The War on Addiction Just Got a New Weapon: Compassion
Alberta's Bill 53 rebrands incarceration as kindness — and calls it public health.
Let's say you're addicted to opioids. You're unhoused. You're traumatized. You’ve already been turned away from detox twice this month because there are no beds, and your caseworker hasn’t returned your calls in six weeks. You're not a criminal. You're not a danger to anyone. You're just surviving—barely, with no one seemingly understanding your struggles.
And then one morning, a cop shows up with a court order and says, “We’re doing this because we care.”
Before you know it, you're in a locked facility. Not because you committed a crime. Not because you’re having a psychiatric breakdown. But because someone — maybe a social worker, maybe your estranged cousin, perhaps a well-meaning family member — thinks your addiction looks dangerous. You're suddenly confined, your freedom taken away.
Welcome to compassion, Alberta-style.

Bill 53: The Euphemism Act, a title that disguises its true nature and intentions.
The Alberta government’s new legislation, Bill 53: The Compassionate Intervention Act, allows for involuntary addiction treatment, with no criminal charge, no medical diagnosis, and no consent required.
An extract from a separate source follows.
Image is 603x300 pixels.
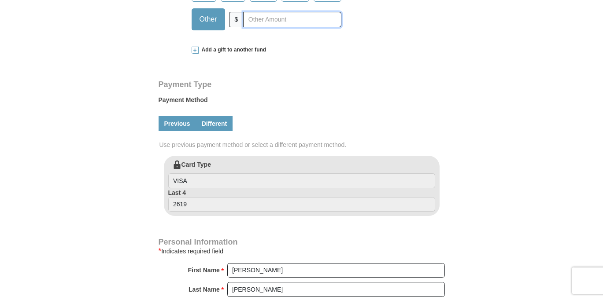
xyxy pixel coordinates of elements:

Just a judge’s signature and a good enough argument that you’re a threat to yourself or others.
This isn’t mental health law. It’s not about psychosis or suicide. Those things are already covered under the Mental Health Act, which requires a professional medical assessment and poses an immediate danger. No — this is something else.
This is a new legal pathway explicitly designed for addiction. That means if you use drugs and someone decides you're “at risk,” they can detain you for up to three months in a secure facility. For youth, it’s even longer. And they’re calling this compassion.
Nothing says “we love you” like a locked door or a mandatory treatment plan.
Compassion Without Consent? That’s Not Care — It’s Control. Let’s be blunt: this bill isn’t about saving lives. It’s about removing people from public view. You can’t call it healthcare if the first step is a legal order and the second step is a facility you can’t leave. That’s not medicine. That’s containment. And you know what’s wild? It doesn’t even work.
A 2022 study in the New England Journal of Medicine found that people who go through involuntary addiction treatment are up to 50 times more likely to die of an overdose after they’re released. Why? Because forced abstinence lowers tolerance. Because trauma isn’t healed in captivity. Because recovery without consent is a setup for relapse.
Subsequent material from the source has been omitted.